On Fri, Nov 14, 2003 at 09:54:18PM -0800, Fred Townsend enlightened us
thusly
> This is a very old problem. You have what is known in the trade as wet
> boards. In other words, there is moisture trapped in the PCB
> laminate. This is typical of poorly manufactured boards. Do you have
> plated through holes? If so the plating quality is suspect too.
>
> The simple solution is to bake your boards before soldering. Use an
> oven set somewhere between 105 to 120C for 4 hours. Any hotter and you
> will damage the resin coat.
Thank you all for the helpful advice. I obviously mislead people AGAIN,
as it was a Sharp TV (Brazilian?) and I didn't manufacture it. I did
mention something about sticking my head into a TV with a beam limiting
fault; This got snipped early on and people convinvced themselves I was
manufacturing Brazilian Monitors.
The advice on heating the circuit board was about five years too late
for Sharp, but very welcome, since it answered the questions that raised
themselves in my mind. The board was not plated through, FWIW.
Interestingly, if plating through was intact and I really heated the
joints like that, I'd destroy the via, wouldn't I? I read somewhere
about water expanding to 1600 times it's own volume as it turns to
steam. It would be fun to watch - with goggles on!

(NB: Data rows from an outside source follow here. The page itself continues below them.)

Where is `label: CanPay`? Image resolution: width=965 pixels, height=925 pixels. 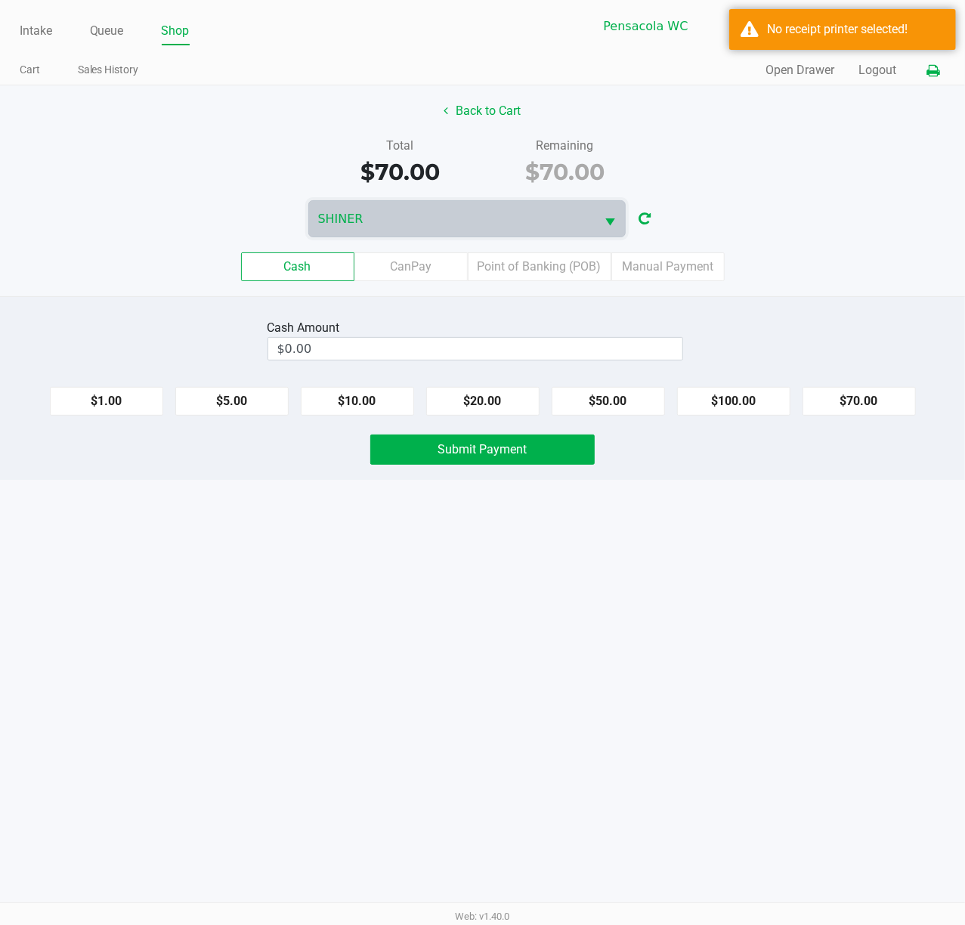
label: CanPay is located at coordinates (411, 267).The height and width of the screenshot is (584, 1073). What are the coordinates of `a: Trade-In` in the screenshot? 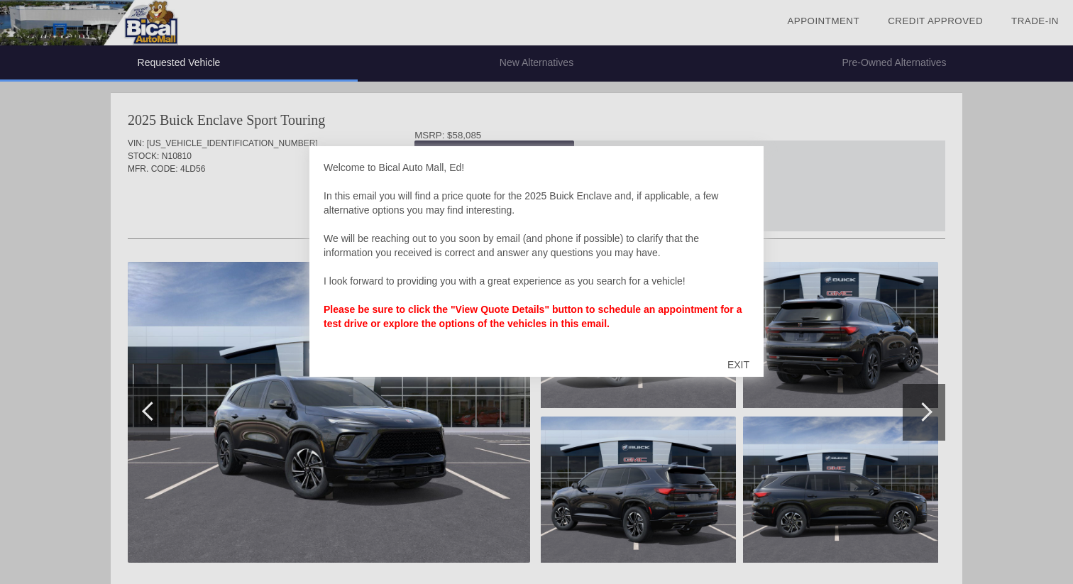 It's located at (1034, 21).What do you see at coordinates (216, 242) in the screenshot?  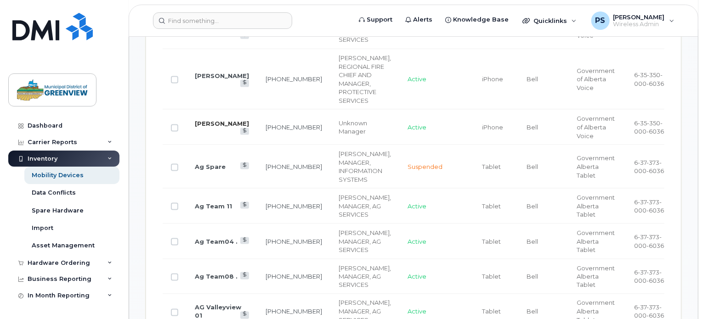 I see `a: Ag Team04 .` at bounding box center [216, 242].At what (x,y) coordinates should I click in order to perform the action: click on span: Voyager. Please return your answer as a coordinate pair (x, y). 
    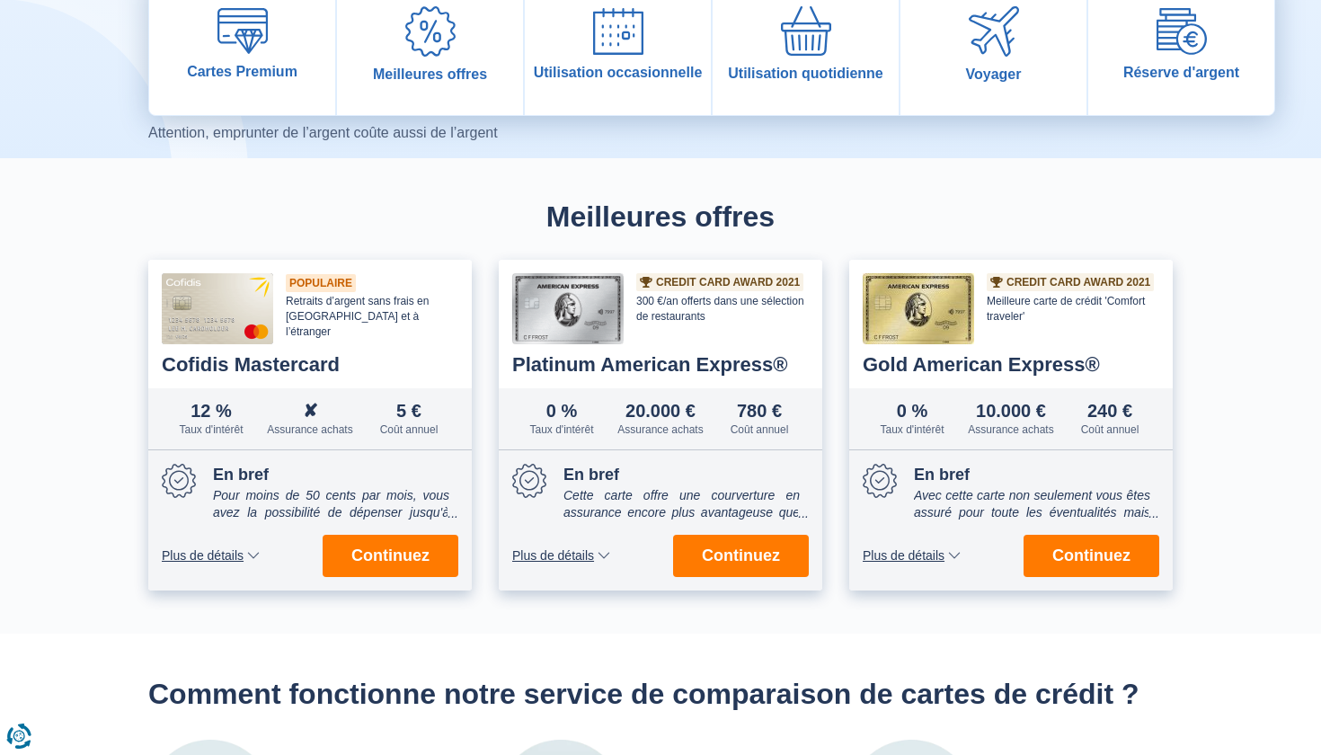
    Looking at the image, I should click on (994, 74). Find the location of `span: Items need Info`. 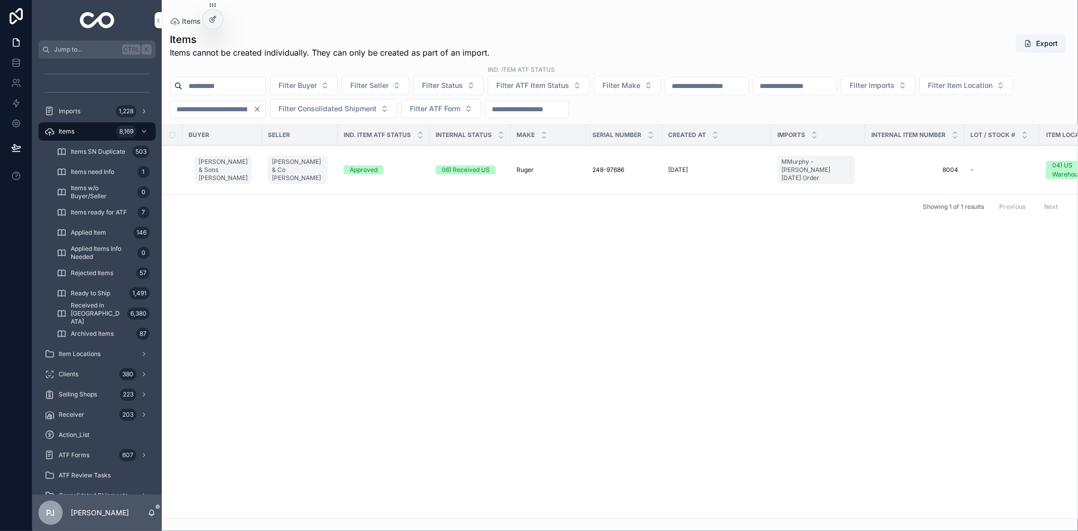

span: Items need Info is located at coordinates (92, 172).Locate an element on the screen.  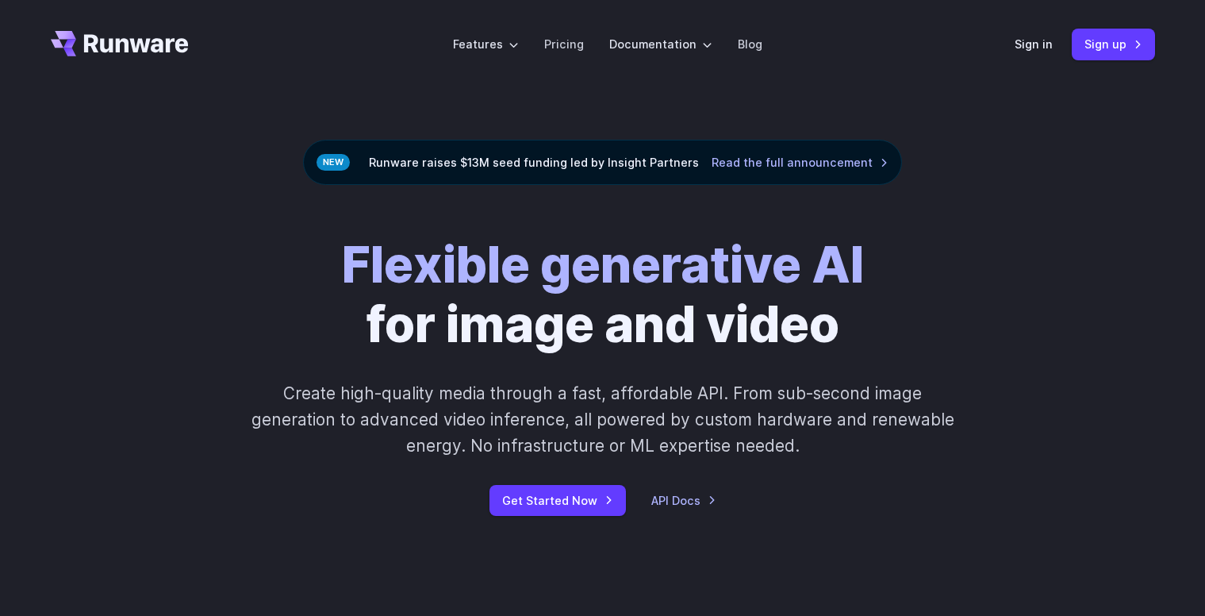
a: Sign in is located at coordinates (1034, 44).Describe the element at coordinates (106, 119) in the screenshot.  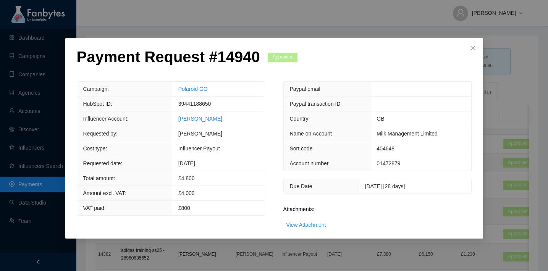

The fact that I haven't met that in Ireland (a damp country) testifies
to the quality of Irish pcbs, doesn't it?
--
With best Regards,
Declan Moriarty.
--
Author: Declan Moriarty
INET: [EMAIL PROTECTED]
Fat City Network Services -- 858-538-5051 http://www.fatcity.com
San Diego, California -- Mailing list and web hosting services
---------------------------------------------------------------------
To REMOVE yourself from this mailing list, send an E-Mail message
to: [EMAIL PROTECTED] (note EXACT spelling of 'ListGuru') and in
the message BODY, include a line containing: UNSUB CHIPDIR-L
(or the name of mailing list you want to be removed from). You may
also send the HELP command for other information (like subscribing).